Audit Logs
Audit logs are the operational record of security-sensitive activity in DarkAuth. They help admins answer who did what, when it happened, and which part of the system was affected.
What gets audited
Section titled “What gets audited”DarkAuth records events for authentication, authorization, admin actions, password reset, email flows, OTP actions, client changes, organization changes, key operations, and other sensitive behavior.
Audit logs are especially important for write admin actions. If an admin creates a client, resets a user’s password, changes OTP state, edits settings, rotates keys, or exports data, the action should be traceable.
Redaction
Section titled “Redaction”Audit paths and metadata are sanitized before storage. Sensitive query parameters such as authorization codes, tokens, secrets, and cryptographic payloads should not appear in plaintext audit records.
Redaction reduces risk, but audit logs still contain identity metadata. Treat them as sensitive data.
Searching and export
Section titled “Searching and export”The admin UI provides list, detail, and export flows. Use filters and pagination to investigate time windows, actors, event types, and affected resources.
Exports should be handled carefully. They are useful for incident response and compliance review, but they can also spread sensitive metadata outside the primary system.
Review practice
Section titled “Review practice”Audit logs are most useful when someone reviews them. Decide which events should trigger alerts, which should be reviewed periodically, and how long records should be retained.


Output all entries precisely and leave out the pictures.

##########

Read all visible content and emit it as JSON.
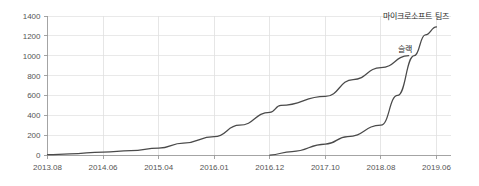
{
  "chart_data": {
    "type": "line",
    "title": "",
    "subtitle": "",
    "xlabel": "",
    "ylabel": "",
    "grid": true,
    "legend_position": "inline-annotation",
    "ylim": [
      0,
      1400
    ],
    "ytick_labels": [
      "0",
      "200",
      "400",
      "600",
      "800",
      "1000",
      "1200",
      "1400"
    ],
    "ytick_values": [
      0,
      200,
      400,
      600,
      800,
      1000,
      1200,
      1400
    ],
    "xtick_labels": [
      "2013.08",
      "2014.06",
      "2015.04",
      "2016.01",
      "2016.12",
      "2017.10",
      "2018.08",
      "2019.06"
    ],
    "series": [
      {
        "name": "슬랙",
        "annotation": "슬랙",
        "color": "#4a4a4a",
        "x": [
          "2013.08",
          "2013.12",
          "2014.06",
          "2014.11",
          "2015.04",
          "2015.08",
          "2016.01",
          "2016.06",
          "2016.12",
          "2017.02",
          "2017.10",
          "2018.03",
          "2018.08",
          "2019.01"
        ],
        "values": [
          3,
          12,
          30,
          45,
          70,
          120,
          185,
          300,
          430,
          500,
          590,
          760,
          880,
          1000
        ]
      },
      {
        "name": "마이크로소프트 팀즈",
        "annotation": "마이크로소프트 팀즈",
        "color": "#4a4a4a",
        "x": [
          "2016.12",
          "2017.04",
          "2017.10",
          "2018.02",
          "2018.08",
          "2018.11",
          "2019.02",
          "2019.04",
          "2019.06"
        ],
        "values": [
          0,
          35,
          110,
          185,
          300,
          600,
          1000,
          1210,
          1290
        ]
      }
    ]
  },
  "annotations": {
    "teams_label": "마이크로소프트 팀즈",
    "slack_label": "슬랙"
  },
  "colors": {
    "line": "#4a4a4a",
    "grid": "#e3e3e3",
    "axis": "#9a9a9a",
    "tick_text": "#555555",
    "annotation_text": "#2b2b2b",
    "background": "#ffffff"
  }
}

##########

- _TASK SOLUTION_
Read all visible content and emit it as JSON.
{
  "chart_data": {
    "type": "line",
    "title": "",
    "subtitle": "",
    "xlabel": "",
    "ylabel": "",
    "grid": true,
    "legend_position": "inline-annotation",
    "ylim": [
      0,
      1400
    ],
    "ytick_labels": [
      "0",
      "200",
      "400",
      "600",
      "800",
      "1000",
      "1200",
      "1400"
    ],
    "ytick_values": [
      0,
      200,
      400,
      600,
      800,
      1000,
      1200,
      1400
    ],
    "xtick_labels": [
      "2013.08",
      "2014.06",
      "2015.04",
      "2016.01",
      "2016.12",
      "2017.10",
      "2018.08",
      "2019.06"
    ],
    "series": [
      {
        "name": "슬랙",
        "annotation": "슬랙",
        "color": "#4a4a4a",
        "x": [
          "2013.08",
          "2013.12",
          "2014.06",
          "2014.11",
          "2015.04",
          "2015.08",
          "2016.01",
          "2016.06",
          "2016.12",
          "2017.02",
          "2017.10",
          "2018.03",
          "2018.08",
          "2019.01"
        ],
        "values": [
          3,
          12,
          30,
          45,
          70,
          120,
          185,
          300,
          430,
          500,
          590,
          760,
          880,
          1000
        ]
      },
      {
        "name": "마이크로소프트 팀즈",
        "annotation": "마이크로소프트 팀즈",
        "color": "#4a4a4a",
        "x": [
          "2016.12",
          "2017.04",
          "2017.10",
          "2018.02",
          "2018.08",
          "2018.11",
          "2019.02",
          "2019.04",
          "2019.06"
        ],
        "values": [
          0,
          35,
          110,
          185,
          300,
          600,
          1000,
          1210,
          1290
        ]
      }
    ]
  },
  "annotations": {
    "teams_label": "마이크로소프트 팀즈",
    "slack_label": "슬랙"
  },
  "colors": {
    "line": "#4a4a4a",
    "grid": "#e3e3e3",
    "axis": "#9a9a9a",
    "tick_text": "#555555",
    "annotation_text": "#2b2b2b",
    "background": "#ffffff"
  }
}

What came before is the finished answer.